I’ll stop there, but hope that the point is becoming a bit more clear.

Conventional VC wisdom would suggest that profitability is capitulation that a company is not reaching their ultimate growth potential. And in some cases that is true. More often than most would like to acknowledge, it is not.

We have a different view. We see profitability as the only immovable milestone. No change of winds among startup trends or investment themes du jour can change that milestone.

We also believe that profitability is the most leveraged position a founder can put themselves in to scale, to raise or to sell if they so choose.

The investment model we are developing works in scenarios where founders choose to never sell and we take out our distributions in cash. We’ve set the fund up in such a way that we can return all committed capital if roughly 30% of our companies can achieve profitability and hit their 3x distribution cap. This maps to Fred’s general “rule of thirds” for VC investments:

Our target batting average is “1/3, 1/3, 1/3” which means that we expect to lose our entire investment on 1/3 of our investments, we expect to get our money back (or maybe make a small return) on 1/3 of our investments, and we expect to generate the bulk of our returns on 1/3 of our investments.

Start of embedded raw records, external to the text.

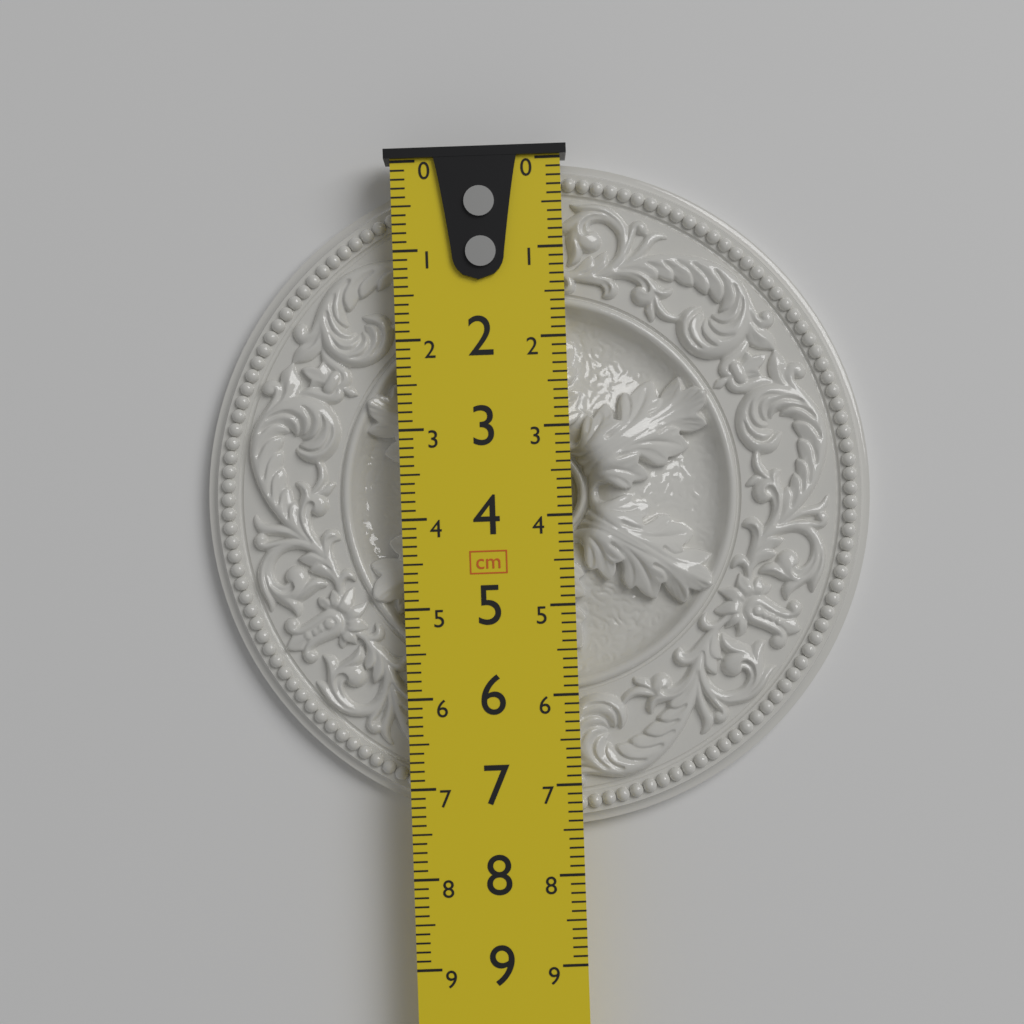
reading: 7.5 cm
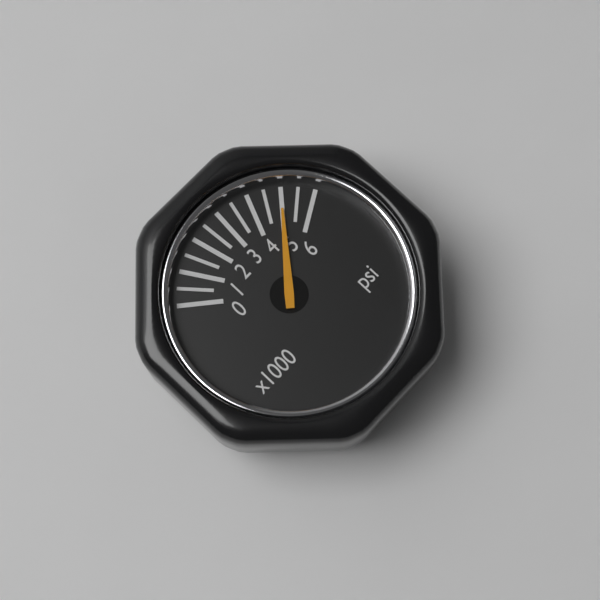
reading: 5000 psi
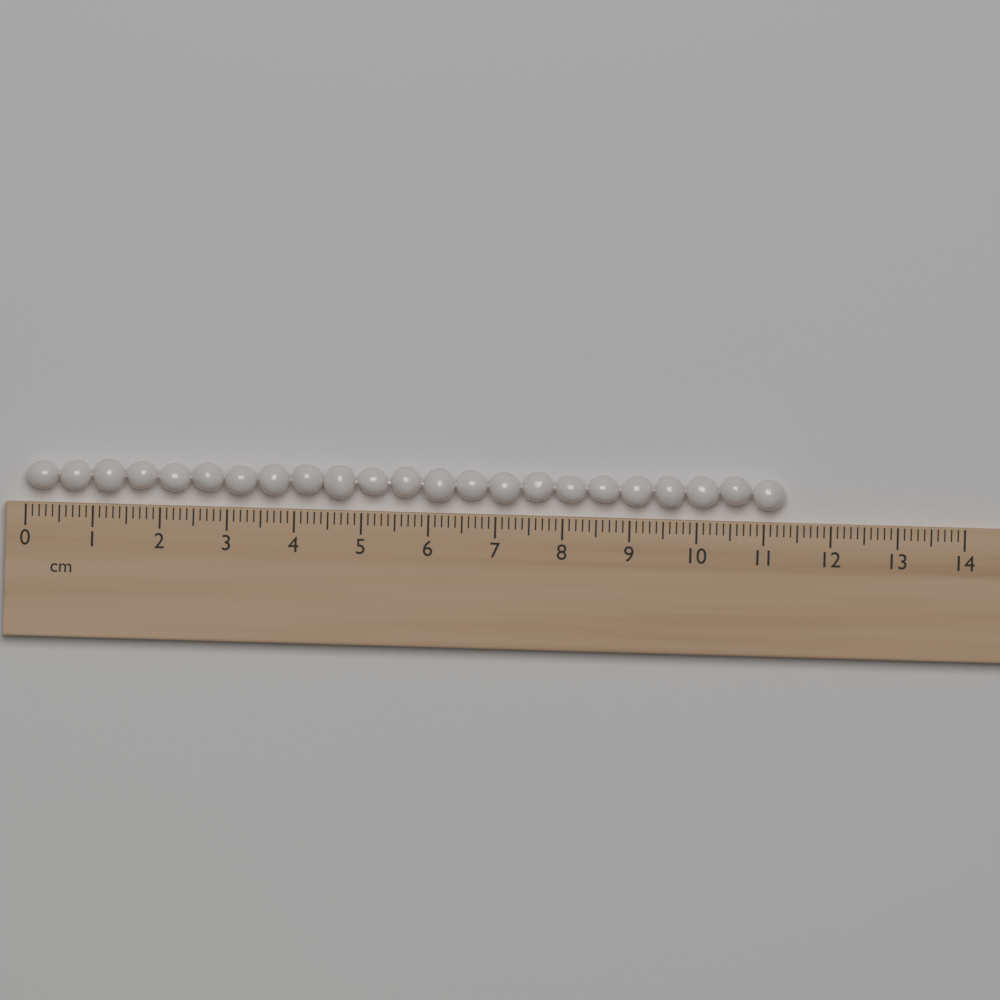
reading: 11.3 cm
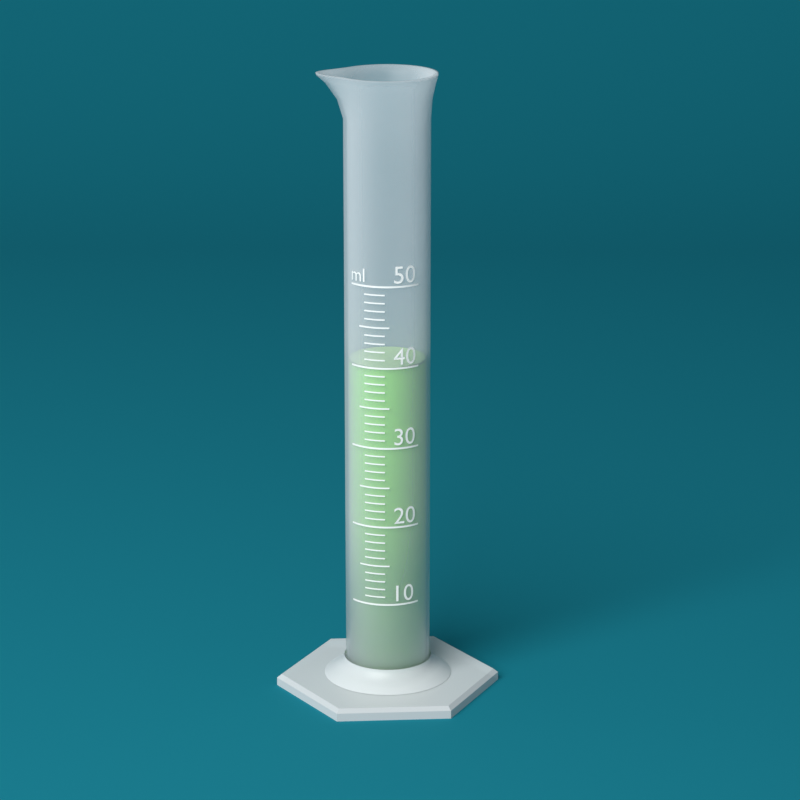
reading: 40 ml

Given that our entire focus is on helping our founders get to profitability, there is a chance we will see fewer entire losses but we may also see fewer “homeruns”.

That said, if we can generate a baseline return of capital from distributions and have equity options across a portfolio of companies who aren’t constantly raising and diluting us, as investors, or the founders, it doesn’t take more than one “homerun” to generate many multiples on the fund.

Which brings us back to Bootstrapped, Profitable and Proud.

If viewed as a fund executing the Indie.vc strategy, BPP would likely be one of the best performing venture funds of all time, not some halfway house for limping lifestyle businesses.

That is why we have the focus we do.

And those are the types of returns we are working to generate for ourselves and our investors.